Artigo Acesso aberto Revisado por pares

Numerical Simulation of Nonlinear Jet Streak Adjustment

1982; American Meteorological Society; Volume: 110; Issue: 12 Linguagem: Inglês

10.1175/1520-0493(1982)110 2.0.co;2

ISSN

1520-0493

Autores

Andrew H. Van Tuyl, J.A. Young,

Tópico(s)

Oceanographic and Atmospheric Processes

Resumo

The geostrophic adjustment process in a propagating jet maximum is studied through numerical experiments performed with a two-layer, nonlinear primitive equation model. Gravity-inertia modes generated by the jet streak from an initial three-dimensional balanced flow are isolated with the aid of diagnostic quasi-geostrophic and balance models. Them modes appear to represent gravitational subsynoptic “signal” rather than “noise,” and their behavior is examined as a function of initial core strength. Persistent unbalanced patterns relative to the jet core are discovered, whose amplitude increases approximately as the square of the Rossby number. Their behavior is suggestive of forced, rather than free, ageostrophic modes, and their existence implies that the “four-cell” vertical motion pattern characteristic of jet streaks in filtered models may be significantly altered in a real jet streak. The free response to initial data imbalances placed at varying locations in a jet streak environment is explored; localized perturbations in the nondivergent wind, geopotential and irrotational wind are individually inserted into a strong jet, and difference maps are then constructed with the aid of a control experiment. For the nondivergent wind anomaly, and to a lesser extent for the geopotential anomaly, results generally agree qualitatively with classical adjustment theory, once the effect of background vorticity on the deformation radius is considered. Departures from theory arise due to other nonlinearity, and the time-dependent nature of the mean flow. In the case of the irrotational wind anomaly, only gravitational modes am generated, as expected; their time evolution is influenced by the ambient vorticity, which alters the effective Coriolis frequency.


:: Your goal ::
Each line in the entries that has the word "Intravescial" has to be copied.

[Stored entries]
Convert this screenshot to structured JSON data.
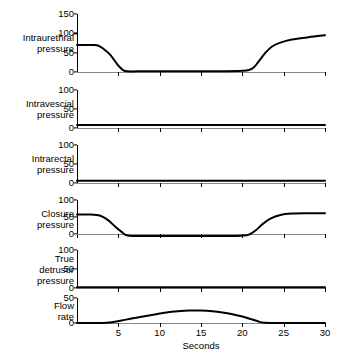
{
  "figure": {
    "background": "#ffffff",
    "line_color": "#000000",
    "x_axis_title": "Seconds"
  },
  "chart_data": {
    "type": "line",
    "title": "",
    "subtitle": "",
    "xlabel": "Seconds",
    "ylabel": "",
    "xlim": [
      0,
      30
    ],
    "x_ticks": [
      0,
      5,
      10,
      15,
      20,
      25,
      30
    ],
    "x_tick_labels": [
      "",
      "5",
      "10",
      "15",
      "20",
      "25",
      "30"
    ],
    "grid": false,
    "legend": "none",
    "shared_x_axis": true,
    "panels": [
      {
        "name": "intraurethral-pressure",
        "label": "Intraurethral\npressure",
        "ylim": [
          0,
          150
        ],
        "y_ticks": [
          0,
          50,
          100,
          150
        ],
        "y_tick_labels": [
          "0",
          "50",
          "100",
          "150"
        ],
        "series_name": "Intraurethral pressure",
        "x": [
          0,
          1,
          2,
          2.6,
          3.2,
          4,
          4.8,
          5.4,
          6,
          8,
          10,
          14,
          18,
          20,
          20.8,
          21.4,
          22,
          22.8,
          23.6,
          24.6,
          26,
          28,
          30
        ],
        "y": [
          70,
          70,
          70,
          68,
          60,
          45,
          22,
          8,
          2,
          2,
          2,
          2,
          2,
          3,
          5,
          12,
          28,
          50,
          66,
          76,
          84,
          90,
          95
        ]
      },
      {
        "name": "intravesical-pressure",
        "label": "Intravescial\npressure",
        "ylim": [
          0,
          100
        ],
        "y_ticks": [
          0,
          50,
          100
        ],
        "y_tick_labels": [
          "0",
          "50",
          "100"
        ],
        "series_name": "Intravescial pressure",
        "x": [
          0,
          5,
          10,
          15,
          20,
          25,
          30
        ],
        "y": [
          8,
          8,
          8,
          8,
          8,
          8,
          8
        ]
      },
      {
        "name": "intrarectal-pressure",
        "label": "Intrarectal\npressure",
        "ylim": [
          0,
          100
        ],
        "y_ticks": [
          0,
          50,
          100
        ],
        "y_tick_labels": [
          "0",
          "50",
          "100"
        ],
        "series_name": "Intrarectal pressure",
        "x": [
          0,
          5,
          10,
          15,
          20,
          25,
          30
        ],
        "y": [
          6,
          6,
          6,
          6,
          6,
          6,
          6
        ]
      },
      {
        "name": "closure-pressure",
        "label": "Closure\npressure",
        "ylim": [
          -12,
          100
        ],
        "y_ticks": [
          0,
          50,
          100
        ],
        "y_tick_labels": [
          "0",
          "50",
          "100"
        ],
        "series_name": "Closure pressure",
        "x": [
          0,
          1.5,
          2.4,
          3,
          3.8,
          4.6,
          5.4,
          6,
          7,
          10,
          14,
          18,
          20,
          20.8,
          21.6,
          22.4,
          23.4,
          24.6,
          26,
          28,
          30
        ],
        "y": [
          57,
          57,
          56,
          52,
          40,
          22,
          6,
          -4,
          -6,
          -6,
          -6,
          -6,
          -5,
          -2,
          10,
          28,
          45,
          56,
          60,
          61,
          61
        ]
      },
      {
        "name": "true-detrusor-pressure",
        "label": "True\ndetrusor\npressure",
        "ylim": [
          0,
          100
        ],
        "y_ticks": [
          0,
          50,
          100
        ],
        "y_tick_labels": [
          "0",
          "50",
          "100"
        ],
        "series_name": "True detrusor pressure",
        "x": [
          0,
          5,
          10,
          15,
          20,
          25,
          30
        ],
        "y": [
          2,
          2,
          2,
          2,
          2,
          2,
          2
        ]
      },
      {
        "name": "flow-rate",
        "label": "Flow\nrate",
        "ylim": [
          0,
          50
        ],
        "y_ticks": [
          0,
          50
        ],
        "y_tick_labels": [
          "0",
          "50"
        ],
        "series_name": "Flow rate",
        "x": [
          0,
          2,
          3.6,
          4.4,
          5.4,
          6.6,
          8,
          9.4,
          10.8,
          12.2,
          13.6,
          15,
          16.4,
          17.6,
          18.8,
          20,
          21,
          21.8,
          22.4,
          24,
          27,
          30
        ],
        "y": [
          0,
          0,
          0.5,
          2,
          5,
          9,
          13,
          17,
          21,
          23.5,
          25,
          25,
          23.5,
          21,
          17.5,
          13,
          8,
          4,
          1,
          0,
          0,
          0
        ]
      }
    ]
  }
}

:: Answer area ::
        "label": "Intravescial\npressure",
        "series_name": "Intravescial pressure",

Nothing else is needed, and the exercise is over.